Integrations
An integration is a connection to an external system that automation actions use to do work: file a Jira ticket, post a card to a Teams or Webex space, or POST a payload to any HTTP endpoint. Integrations are no longer a standalone “event to subscription to delivery” mechanism. Today they supply the connection plus the callable actions; the automation platform decides when those actions run and in what order.
Integrations vs notifications
Section titled “Integrations vs notifications”Both integrations and Notifications deliver outside the UI, but they cover different needs:
| Notifications | Integrations | |
|---|---|---|
| Audience | Individual users who subscribed | A channel, ticket queue, or external system |
| Configured by | Each user, in their settings | An admin, once, for the whole org |
| Driven by | Per-user subscriptions to targets | Admin-managed connections plus automation actions |
| Typical use | ”Send my Slack DM when my system is unhealthy" | "Open a Jira ticket when any incident opens” |
| Examples | Slack DM, SMTP, Telegram | Jira project, Teams channel, custom webhook |
A team would typically run both: each on-call gets personal notifications, and an admin wires up an integration so an automation can file a ticket or post to a shared channel when a major event happens.
The pieces
Section titled “The pieces”The integration system has two building blocks, and the actual “do something” step lives in an automation:
- Providers. Plugins that define a connection to an external system. A provider declares a connection schema, an optional test-connection endpoint, and optional dynamic option resolvers that feed the automation editor’s config dropdowns. Bundled providers include Jira, Microsoft Teams, and Webex.
- Connections. Admin-created, credentialed instances of a provider, stored centrally and encrypted at rest. A connection is selectable in an automation action’s config form.
The work itself is an automation action (for example integration-jira.create_issue) that references a connection through its provider id. When the action runs, it resolves that connection’s credentials and calls the external system.
How an integration is used
Section titled “How an integration is used”An integration never fires on its own. It runs as a step inside an automation:
- An automation trigger fires (an incident opened, a system degraded, a schedule elapsed).
- The automation runs its steps. One of those steps is an integration action.
- The action runs as the automation’s
runAsservice account, resolves its connection’s credentials, and calls the external system. - The result (an external id such as a Jira issue key, plus any errors and retries) is recorded in the automation run log, not a separate delivery log.
Retry and queue semantics belong to the automation platform: a slow or failing external call is retried by the run engine, and you inspect what happened in the run detail view. See Automations for triggers, steps, artifacts, and run history.
Bundled integrations
Section titled “Bundled integrations”The integration plugins shipped with Checkstack at the time of writing:
| Integration plugin | What it contributes |
|---|---|
integration-jira-backend | A Jira connection plus actions to create, transition, comment on, and search issues. Create produces a jira.issue artifact later steps can read. |
integration-teams-backend | A Microsoft Teams connection plus an action to post a message to a channel. |
integration-webex-backend | A Webex connection plus an action to post a message to a space. |
integration-webhook-backend | A generic HTTP action that POSTs a JSON (or form-encoded) payload to a URL you configure inline. The most flexible option. |
integration-script-backend | Actions that run a shell command or a TypeScript script for arbitrary custom logic. |
There is no dedicated Slack integration provider. For Slack, either use the generic webhook action with a Slack incoming webhook URL, or use the Slack notification plugin for per-user delivery.
UI tour
Section titled “UI tour”| Where to go | What you do there |
|---|---|
| Platform -> Integrations | Land on the provider list. Every registered integration provider appears here. |
| Platform -> Integrations -> a provider | Manage that provider’s connections (create, edit, test, delete). Providers without a connection schema show no connections to manage. |
| Automations editor | Add an integration action to an automation and pick the connection it uses. This is where delivery is actually wired up. |
| Plugin Manager | Install or remove integration provider plugins. |
Security notes
Section titled “Security notes”- Connection configurations are encrypted at rest using your
ENCRYPTION_MASTER_KEY. Jira credentials, Teams and Webex tokens, and any inline webhook secret live in the database as ciphertext. See Secret encryption. - Integration actions run as the automation’s
runAsservice account and are gated by the action’s required access rules. Being able to author an automation does not by itself grant the ability to act on a connection: the service account still needs the matching access rule. See Automations for howrunAsbounds what an automation may do. - Errors surfaced from an external call are masked before they reach the run log so a credential echoed in a raw error does not leak.
Where to go next
Section titled “Where to go next”- Orchestration. Automations covers triggers, actions, artifacts, and run history - the engine that drives every integration.
- Hands-on, common channels. Walk through Wire up Slack notifications.
- Personal alerts. Notifications covers the per-user equivalent.
- Authoring your own provider. See the developer-side Integration providers docs.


■ **WHAT NEEDS TO BE DONE**
Search the material for "Where" and show all lines that contain it.

■ **RECORDS PROVIDED**
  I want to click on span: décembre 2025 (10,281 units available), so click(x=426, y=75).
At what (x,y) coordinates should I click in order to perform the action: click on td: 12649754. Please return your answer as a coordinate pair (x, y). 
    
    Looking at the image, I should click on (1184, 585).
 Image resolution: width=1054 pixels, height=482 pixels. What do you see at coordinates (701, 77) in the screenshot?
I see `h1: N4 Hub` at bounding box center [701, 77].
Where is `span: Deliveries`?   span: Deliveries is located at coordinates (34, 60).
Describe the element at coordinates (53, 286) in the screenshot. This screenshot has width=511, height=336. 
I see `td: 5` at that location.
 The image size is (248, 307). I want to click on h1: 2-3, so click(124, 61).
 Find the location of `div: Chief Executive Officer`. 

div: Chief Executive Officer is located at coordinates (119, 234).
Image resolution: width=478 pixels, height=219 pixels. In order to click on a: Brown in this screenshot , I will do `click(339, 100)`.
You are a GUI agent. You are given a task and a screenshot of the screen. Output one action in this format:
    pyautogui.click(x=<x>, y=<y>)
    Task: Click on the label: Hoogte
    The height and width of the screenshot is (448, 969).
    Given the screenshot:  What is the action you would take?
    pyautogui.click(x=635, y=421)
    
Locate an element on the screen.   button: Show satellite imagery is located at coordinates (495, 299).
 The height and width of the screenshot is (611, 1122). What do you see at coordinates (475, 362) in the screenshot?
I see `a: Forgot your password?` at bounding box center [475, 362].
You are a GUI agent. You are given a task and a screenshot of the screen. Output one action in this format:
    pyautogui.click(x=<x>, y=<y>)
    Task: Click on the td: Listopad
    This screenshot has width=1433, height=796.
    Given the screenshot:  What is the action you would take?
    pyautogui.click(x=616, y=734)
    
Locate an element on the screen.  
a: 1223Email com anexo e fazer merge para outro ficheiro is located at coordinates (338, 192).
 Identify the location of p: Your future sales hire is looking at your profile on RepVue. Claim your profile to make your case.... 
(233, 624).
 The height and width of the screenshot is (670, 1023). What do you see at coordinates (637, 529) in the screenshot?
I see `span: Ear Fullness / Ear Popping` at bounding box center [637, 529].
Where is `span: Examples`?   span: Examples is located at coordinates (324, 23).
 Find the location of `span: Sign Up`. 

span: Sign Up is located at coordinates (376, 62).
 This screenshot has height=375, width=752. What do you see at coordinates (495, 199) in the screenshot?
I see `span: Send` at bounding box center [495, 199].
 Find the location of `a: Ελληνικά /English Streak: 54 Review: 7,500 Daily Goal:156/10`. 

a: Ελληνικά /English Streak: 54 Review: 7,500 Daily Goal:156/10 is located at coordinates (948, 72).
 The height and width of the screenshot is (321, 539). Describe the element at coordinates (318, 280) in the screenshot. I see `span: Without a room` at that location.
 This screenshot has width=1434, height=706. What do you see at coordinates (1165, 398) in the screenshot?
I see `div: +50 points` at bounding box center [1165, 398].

■ **COMPLETED TASK**
Where is `span: Deliveries`?   span: Deliveries is located at coordinates (34, 60).
Where is `span: Examples`?   span: Examples is located at coordinates (324, 23).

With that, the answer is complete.